Mormon leader: Racism has no place in faith
Mormon leader issued another plea for members to be welcoming to people of all faiths and ethnicities.
A leader of The Church of Jesus Christ of Latter-day Saints issued another plea Saturday for members to be welcoming to people of all faiths and ethnicities on the heels of recent attacks on Asians and following a recent reckoning over racial justice around the world.
The remarks came during a twice-annual church conference that is being held without attendees for a third consecutive time as the faith continues to take precautions amid the pandemic.
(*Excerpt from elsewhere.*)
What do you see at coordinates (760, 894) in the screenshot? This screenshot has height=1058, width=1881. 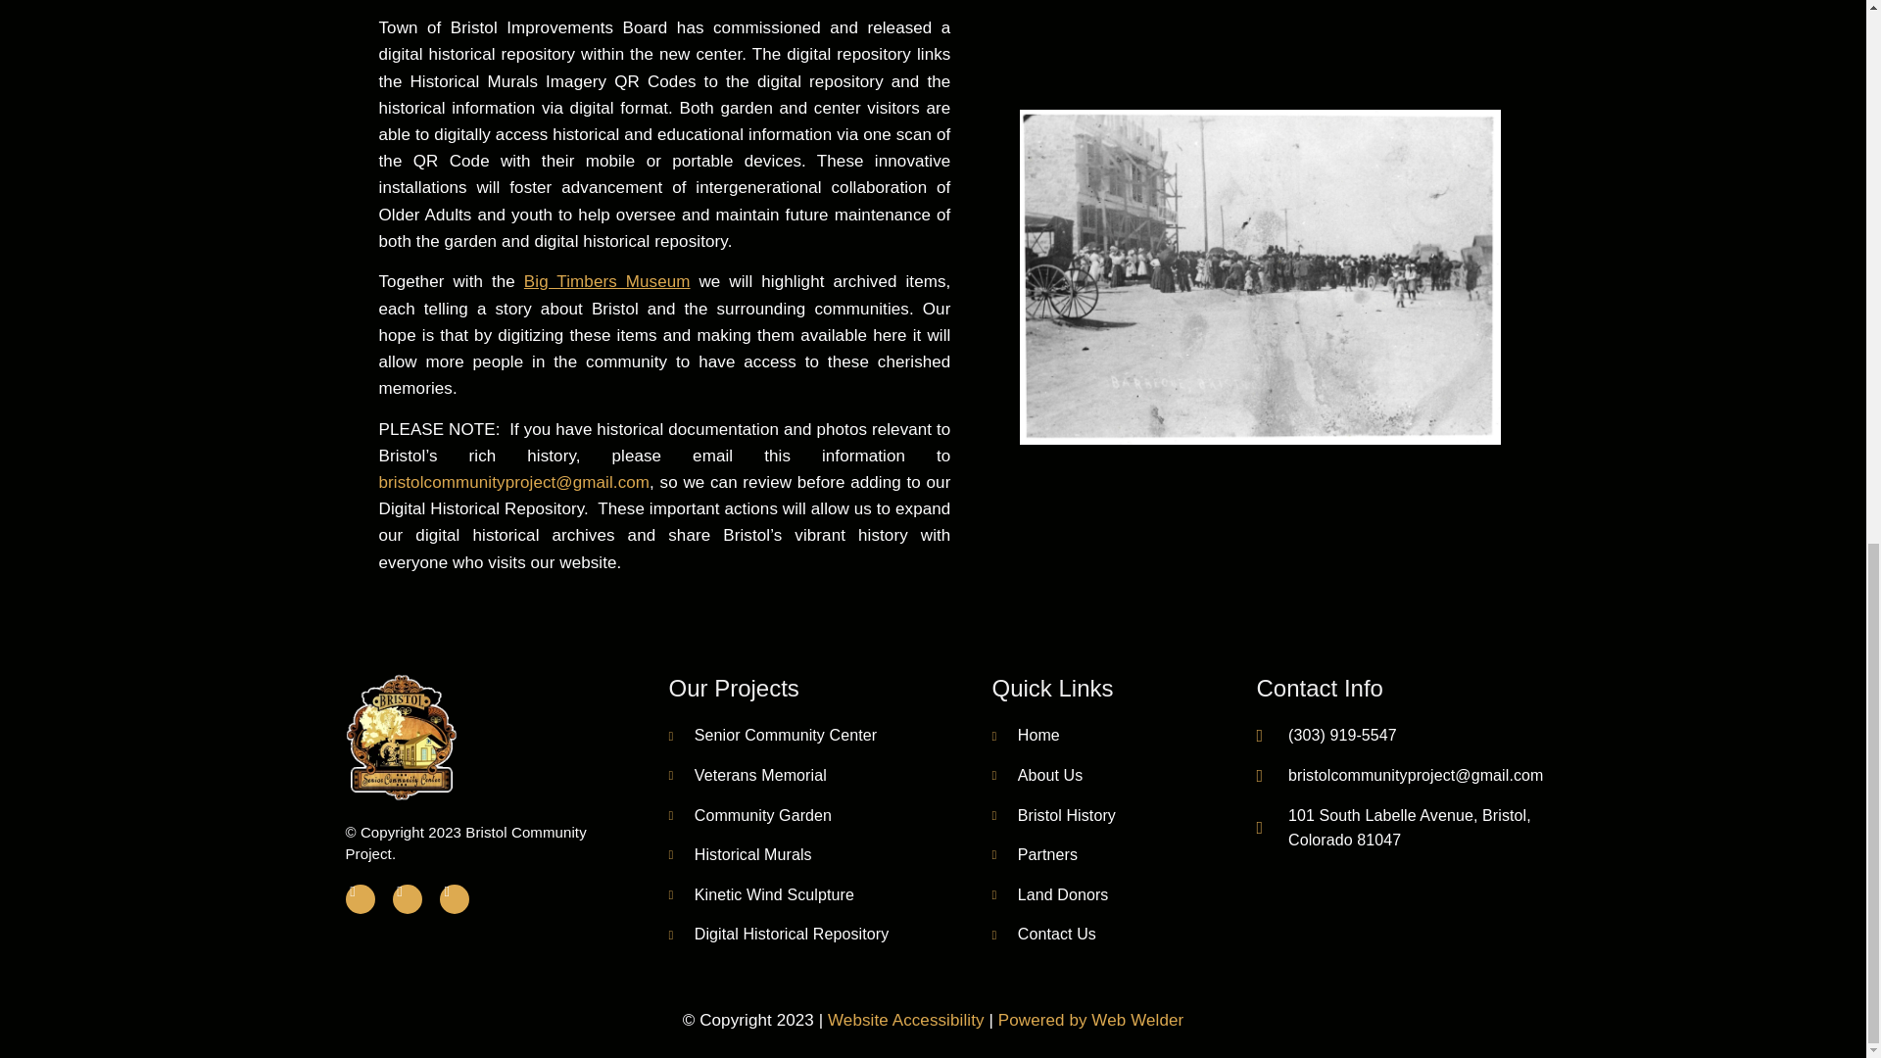 I see `Kinetic Wind Sculpture` at bounding box center [760, 894].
“The Lord expects us to teach that inclusion is a positive means towards unity, and that exclusion leads to division,” said Gary Stevenson, a member of a top governing panel called the Quorum of the Twelve Apostles. “We have been heartbroken to hear of recent attacks on people who are Black, Asian, Latino, or of any other group. Prejudice, racial tension, or violence should never have any place in our neighborhoods, communities, or within the church.”
He also called on young members to stop cyberbullying, which can lead to anxiety and depression, and for adults to model “kindness, inclusion and civility.”
Stevenson’s plea follows comments by fellow church leaders at the last conference in October who urged members to root out racism and make the faith an “oasis of unity.”
Members of the Utahbased faith known widely as the Mormon church are watching speeches during the two-day conference this Easter weekend on TVs, computers and tablets from their homes around the world. Church leaders are giving the speeches from inside a building at church headquarters in Salt Lake City, where they are sitting socially distanced and wearing masks.
Before the pandemic, the two-day conference would bring about 100,000 people to the church’s headquarters in Salt Lake City to listen to five sessions over two days.